The hybrid warfare/asymmetric warfare is the response.Smitty-48 wrote:The key thing to understand about the Russian strategy, is that they are seeking strategic balance, the United States asserts "Full Spectrum Dominance", the Russians are in the business of demonstrating that the United States is not capable of dominating them thusly.
When you don't have the conventional edge, you have to innovate. And hence Russia has put information warfare and the "asymmetric" ways to influence and improve it's position as a top priority. And as the leader of the country is no party apparatchnik, but a career spy, Putin has had the ability play the game extremely well.
I think one analyst put it quite clear: Putin puts NATO and the West to focus on the Baltics, then can do something somewhere totally else, perhaps in Central Asia in the -stans or in Moldova, or try something in the puny little Montenegro.
And that is why it is imperative not to have the crisis to become a full blown war. But have it as a confused crisis where people are sceptSmitty-48 wrote:In the final analysis, the Russians simply do not have the resources, to get into a confrontation with NATO over the Article V line, the Russians will be very had pressed to even hold on to what they have now, never mind escalate into NATO territory, the only way they would ever do that, is if they were absolute backs against the wall, in a desperate gambit to try to force NATO to the bargaining table, before NATO ran them into the ground without breaking a sweat.
What the Russian objective is that the countries are "Finlandized". That the Baltics lose all hope that anybody would lift a finger for them, hence they have to be in really good terms with Russia.Smitty-48 wrote:At the end of the day, the Russians have no actual interest in taking Estonia, Latvia and Lithuania back, because they would be deadweight, the Russians don't have any interest in destabilizing them neither, because that would simply draw NATO closer to the Russian border, the only thing of strategic importance to the Russians in the Baltic States, is Kaliningrad, Kaliningrad; is the Crimea of the Baltic, the headquarters of the Russian Baltic Fleet, the only ice free port the Russians have in the Baltic Sea, and the Yantar Shipyard, which is their second most important naval production facility after SevMash in Severodvinsk.
Curonian here? That's nice. I think he was the one that started the famous "Poking the Bear" thread. So he's an old member from DCF.Grumpy Cat Face wrote:Our friend Curonian seems quite convinced of the new Red Menace. Have a listen to The Eastern Border - e31. "All in".
He's received a very ominous death threat, implying that Latvia goes back to Russia by May.
And Latvia's response to it's lack of deterrence is actually logical: it prepares it's population for an insurgency, for instance publishing manuals for an insurgency. Now that's basically how you try to create deterrence when you have no chance of an conventional defence that can counter the Russia conventional forces.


▶ **WHAT NEEDS TO BE DONE**:
Among the records below, which lines contain the string "Research"? Report them.

(Beginning of DATA FOR PROCESSING)

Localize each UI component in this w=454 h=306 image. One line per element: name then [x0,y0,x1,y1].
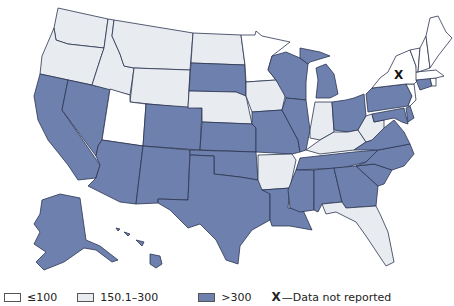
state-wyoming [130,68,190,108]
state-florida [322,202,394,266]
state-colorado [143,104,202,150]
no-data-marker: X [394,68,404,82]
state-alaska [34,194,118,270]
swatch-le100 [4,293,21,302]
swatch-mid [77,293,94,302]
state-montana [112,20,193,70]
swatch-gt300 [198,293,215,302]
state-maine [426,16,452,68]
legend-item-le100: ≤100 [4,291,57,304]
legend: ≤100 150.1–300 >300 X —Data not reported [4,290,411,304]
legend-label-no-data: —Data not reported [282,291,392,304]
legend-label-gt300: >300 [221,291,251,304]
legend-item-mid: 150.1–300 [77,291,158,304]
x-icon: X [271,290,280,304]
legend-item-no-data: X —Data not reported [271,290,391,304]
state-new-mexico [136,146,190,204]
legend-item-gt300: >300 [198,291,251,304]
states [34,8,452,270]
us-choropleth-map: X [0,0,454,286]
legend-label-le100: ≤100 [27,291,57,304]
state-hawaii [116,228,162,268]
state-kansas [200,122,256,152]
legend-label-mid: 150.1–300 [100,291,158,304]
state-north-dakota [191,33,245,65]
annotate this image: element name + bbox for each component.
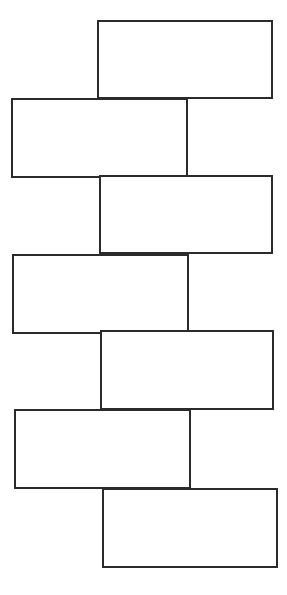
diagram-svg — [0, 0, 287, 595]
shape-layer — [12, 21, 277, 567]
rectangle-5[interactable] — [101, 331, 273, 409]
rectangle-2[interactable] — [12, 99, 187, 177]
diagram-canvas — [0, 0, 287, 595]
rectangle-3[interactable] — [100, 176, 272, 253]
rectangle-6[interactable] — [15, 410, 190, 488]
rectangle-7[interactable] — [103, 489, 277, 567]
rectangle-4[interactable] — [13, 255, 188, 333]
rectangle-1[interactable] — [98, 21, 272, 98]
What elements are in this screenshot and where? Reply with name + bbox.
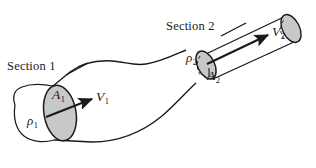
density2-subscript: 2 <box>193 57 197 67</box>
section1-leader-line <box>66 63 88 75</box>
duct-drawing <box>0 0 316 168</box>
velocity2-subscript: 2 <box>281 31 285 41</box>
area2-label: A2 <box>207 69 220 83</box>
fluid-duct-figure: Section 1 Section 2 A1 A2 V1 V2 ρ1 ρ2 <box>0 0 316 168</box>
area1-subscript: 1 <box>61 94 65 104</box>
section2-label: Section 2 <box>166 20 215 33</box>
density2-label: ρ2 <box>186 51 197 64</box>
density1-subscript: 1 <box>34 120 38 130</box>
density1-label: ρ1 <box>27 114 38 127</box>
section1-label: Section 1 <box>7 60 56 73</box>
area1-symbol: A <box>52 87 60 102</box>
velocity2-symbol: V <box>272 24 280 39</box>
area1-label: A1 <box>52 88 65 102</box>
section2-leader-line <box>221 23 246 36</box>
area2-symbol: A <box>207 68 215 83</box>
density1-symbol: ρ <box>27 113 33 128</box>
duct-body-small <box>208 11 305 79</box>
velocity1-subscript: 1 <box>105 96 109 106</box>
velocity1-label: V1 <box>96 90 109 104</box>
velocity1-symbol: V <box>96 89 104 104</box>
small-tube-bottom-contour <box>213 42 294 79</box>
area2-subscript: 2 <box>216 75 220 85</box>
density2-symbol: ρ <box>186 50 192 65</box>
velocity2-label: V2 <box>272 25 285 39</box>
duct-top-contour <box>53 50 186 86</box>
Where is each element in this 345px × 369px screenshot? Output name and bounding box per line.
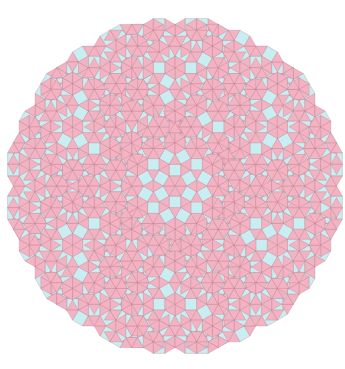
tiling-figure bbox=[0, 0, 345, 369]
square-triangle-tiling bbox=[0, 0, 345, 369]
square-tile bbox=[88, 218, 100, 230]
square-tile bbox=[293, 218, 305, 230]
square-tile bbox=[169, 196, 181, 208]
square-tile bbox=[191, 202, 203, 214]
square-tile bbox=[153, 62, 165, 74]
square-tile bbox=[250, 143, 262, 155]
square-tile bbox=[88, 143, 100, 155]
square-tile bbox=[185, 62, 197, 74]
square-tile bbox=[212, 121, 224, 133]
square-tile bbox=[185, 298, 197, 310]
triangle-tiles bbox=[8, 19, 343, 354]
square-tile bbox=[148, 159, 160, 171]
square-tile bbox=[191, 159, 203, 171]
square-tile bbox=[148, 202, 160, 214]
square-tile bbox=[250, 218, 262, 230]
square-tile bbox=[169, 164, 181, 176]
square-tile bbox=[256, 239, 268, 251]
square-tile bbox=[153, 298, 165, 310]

(End of DATA FOR PROCESSING)
(Beginning of DATA FOR PROCESSING)

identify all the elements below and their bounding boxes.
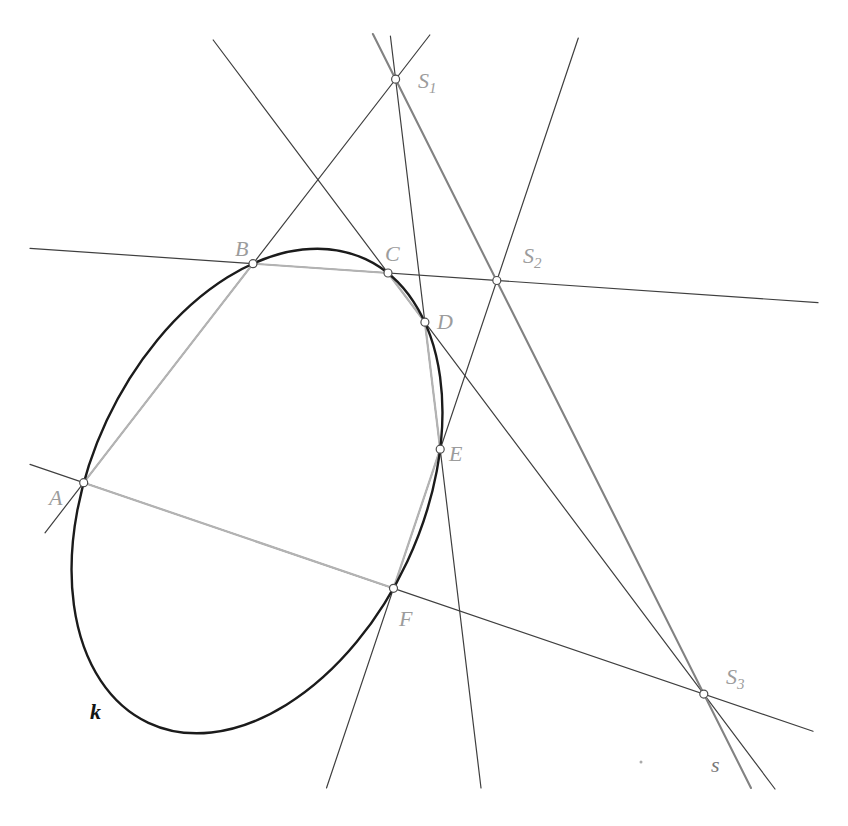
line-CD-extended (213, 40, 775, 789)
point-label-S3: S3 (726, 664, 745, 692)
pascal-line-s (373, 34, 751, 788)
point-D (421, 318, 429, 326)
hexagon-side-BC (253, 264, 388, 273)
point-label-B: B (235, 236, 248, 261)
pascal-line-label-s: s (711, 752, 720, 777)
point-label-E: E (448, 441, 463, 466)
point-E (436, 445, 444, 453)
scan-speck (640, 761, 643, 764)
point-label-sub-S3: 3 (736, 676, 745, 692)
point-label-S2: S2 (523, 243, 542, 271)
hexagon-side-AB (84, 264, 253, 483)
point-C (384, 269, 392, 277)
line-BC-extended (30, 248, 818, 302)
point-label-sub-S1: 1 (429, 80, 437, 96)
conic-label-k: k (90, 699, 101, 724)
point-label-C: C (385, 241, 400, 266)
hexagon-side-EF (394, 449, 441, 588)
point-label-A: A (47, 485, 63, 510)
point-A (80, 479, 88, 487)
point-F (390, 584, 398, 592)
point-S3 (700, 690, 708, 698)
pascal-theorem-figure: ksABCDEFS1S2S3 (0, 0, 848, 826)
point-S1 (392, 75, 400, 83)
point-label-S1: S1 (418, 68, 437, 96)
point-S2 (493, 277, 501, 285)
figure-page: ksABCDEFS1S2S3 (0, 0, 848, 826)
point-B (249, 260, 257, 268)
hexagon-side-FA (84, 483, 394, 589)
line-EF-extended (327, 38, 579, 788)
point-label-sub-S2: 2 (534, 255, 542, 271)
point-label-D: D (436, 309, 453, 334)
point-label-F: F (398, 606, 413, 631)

(End of DATA FOR PROCESSING)
(Beginning of DATA FOR PROCESSING)

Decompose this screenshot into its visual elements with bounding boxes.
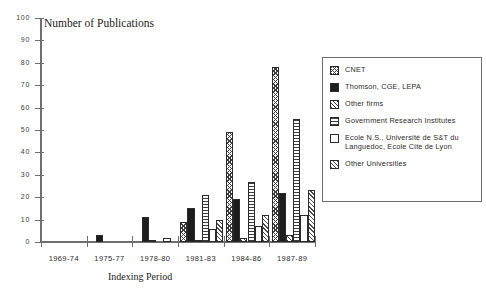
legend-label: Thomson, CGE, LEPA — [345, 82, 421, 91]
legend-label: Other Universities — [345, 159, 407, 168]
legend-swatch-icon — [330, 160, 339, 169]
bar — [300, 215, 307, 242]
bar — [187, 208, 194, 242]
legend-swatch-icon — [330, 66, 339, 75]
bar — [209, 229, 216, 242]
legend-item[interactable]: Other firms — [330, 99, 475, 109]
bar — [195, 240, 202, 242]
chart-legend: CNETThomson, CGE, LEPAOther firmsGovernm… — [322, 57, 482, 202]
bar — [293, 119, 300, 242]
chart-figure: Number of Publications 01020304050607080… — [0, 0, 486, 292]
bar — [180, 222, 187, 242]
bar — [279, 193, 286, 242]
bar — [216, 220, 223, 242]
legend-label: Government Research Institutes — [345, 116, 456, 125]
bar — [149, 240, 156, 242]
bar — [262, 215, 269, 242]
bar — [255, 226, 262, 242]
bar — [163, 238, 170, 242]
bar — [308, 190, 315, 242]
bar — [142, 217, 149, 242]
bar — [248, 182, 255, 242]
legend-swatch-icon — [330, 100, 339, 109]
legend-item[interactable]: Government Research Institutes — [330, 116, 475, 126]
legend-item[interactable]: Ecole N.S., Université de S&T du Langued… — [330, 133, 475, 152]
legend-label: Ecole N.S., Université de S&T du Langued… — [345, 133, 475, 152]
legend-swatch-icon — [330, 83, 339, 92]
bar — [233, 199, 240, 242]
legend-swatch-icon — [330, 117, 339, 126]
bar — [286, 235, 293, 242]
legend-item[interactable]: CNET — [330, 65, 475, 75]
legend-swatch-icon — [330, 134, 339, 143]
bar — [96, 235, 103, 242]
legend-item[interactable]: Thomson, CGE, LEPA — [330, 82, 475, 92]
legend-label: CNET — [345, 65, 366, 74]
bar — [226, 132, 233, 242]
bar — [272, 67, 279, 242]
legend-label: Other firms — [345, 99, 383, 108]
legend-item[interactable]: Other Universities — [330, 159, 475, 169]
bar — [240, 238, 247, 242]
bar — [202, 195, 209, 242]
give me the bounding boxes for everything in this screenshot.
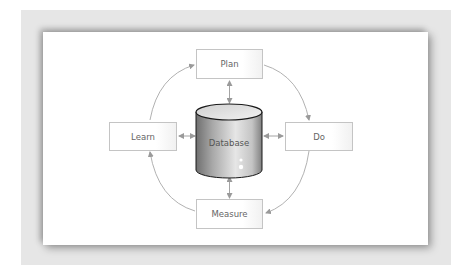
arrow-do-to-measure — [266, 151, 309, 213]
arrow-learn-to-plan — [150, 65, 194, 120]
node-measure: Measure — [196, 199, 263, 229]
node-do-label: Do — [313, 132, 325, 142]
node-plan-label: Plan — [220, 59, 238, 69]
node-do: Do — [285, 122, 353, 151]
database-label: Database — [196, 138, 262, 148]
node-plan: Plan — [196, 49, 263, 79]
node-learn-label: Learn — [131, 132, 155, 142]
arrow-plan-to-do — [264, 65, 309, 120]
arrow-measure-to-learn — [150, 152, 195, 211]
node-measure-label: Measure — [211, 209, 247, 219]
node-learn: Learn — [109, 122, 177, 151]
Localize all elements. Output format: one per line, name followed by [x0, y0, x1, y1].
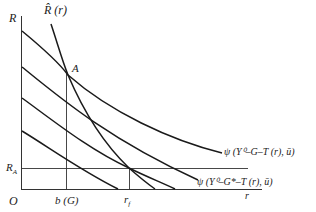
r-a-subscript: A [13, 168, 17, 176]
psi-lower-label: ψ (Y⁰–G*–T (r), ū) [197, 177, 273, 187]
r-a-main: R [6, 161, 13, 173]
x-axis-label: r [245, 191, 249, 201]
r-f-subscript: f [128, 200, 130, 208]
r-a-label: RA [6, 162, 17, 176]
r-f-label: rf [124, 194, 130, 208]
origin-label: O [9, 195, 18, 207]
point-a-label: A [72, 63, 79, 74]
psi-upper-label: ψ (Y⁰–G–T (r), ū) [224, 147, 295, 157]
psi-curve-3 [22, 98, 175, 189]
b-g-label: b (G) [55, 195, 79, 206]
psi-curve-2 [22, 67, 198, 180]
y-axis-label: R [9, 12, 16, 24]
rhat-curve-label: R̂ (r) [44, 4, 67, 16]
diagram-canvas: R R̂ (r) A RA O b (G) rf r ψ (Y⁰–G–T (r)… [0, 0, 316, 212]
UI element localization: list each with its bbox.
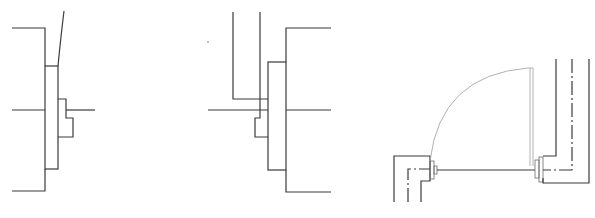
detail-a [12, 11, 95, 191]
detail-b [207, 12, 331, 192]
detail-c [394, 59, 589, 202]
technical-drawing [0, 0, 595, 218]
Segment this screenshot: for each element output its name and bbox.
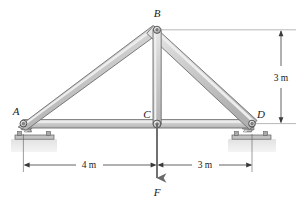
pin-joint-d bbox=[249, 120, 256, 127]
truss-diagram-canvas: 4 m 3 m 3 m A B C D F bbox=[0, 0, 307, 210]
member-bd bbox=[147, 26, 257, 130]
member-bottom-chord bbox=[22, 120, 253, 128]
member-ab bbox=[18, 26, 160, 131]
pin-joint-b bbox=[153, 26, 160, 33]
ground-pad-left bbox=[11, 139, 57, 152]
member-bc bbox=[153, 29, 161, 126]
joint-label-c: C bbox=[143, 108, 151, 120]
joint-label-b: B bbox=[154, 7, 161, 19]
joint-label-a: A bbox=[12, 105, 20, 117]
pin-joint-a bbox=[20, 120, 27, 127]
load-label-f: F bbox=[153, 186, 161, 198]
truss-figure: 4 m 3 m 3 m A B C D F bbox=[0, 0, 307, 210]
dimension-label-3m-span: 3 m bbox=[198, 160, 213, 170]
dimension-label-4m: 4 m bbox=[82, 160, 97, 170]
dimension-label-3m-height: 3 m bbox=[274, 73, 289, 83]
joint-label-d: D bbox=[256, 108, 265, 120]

(End of DATA FOR PROCESSING)

▶ **FINAL ANSWER**:
legend-label: Government Research Institutes — [345, 116, 456, 125]
legend-item[interactable]: Government Research Institutes — [330, 116, 475, 126]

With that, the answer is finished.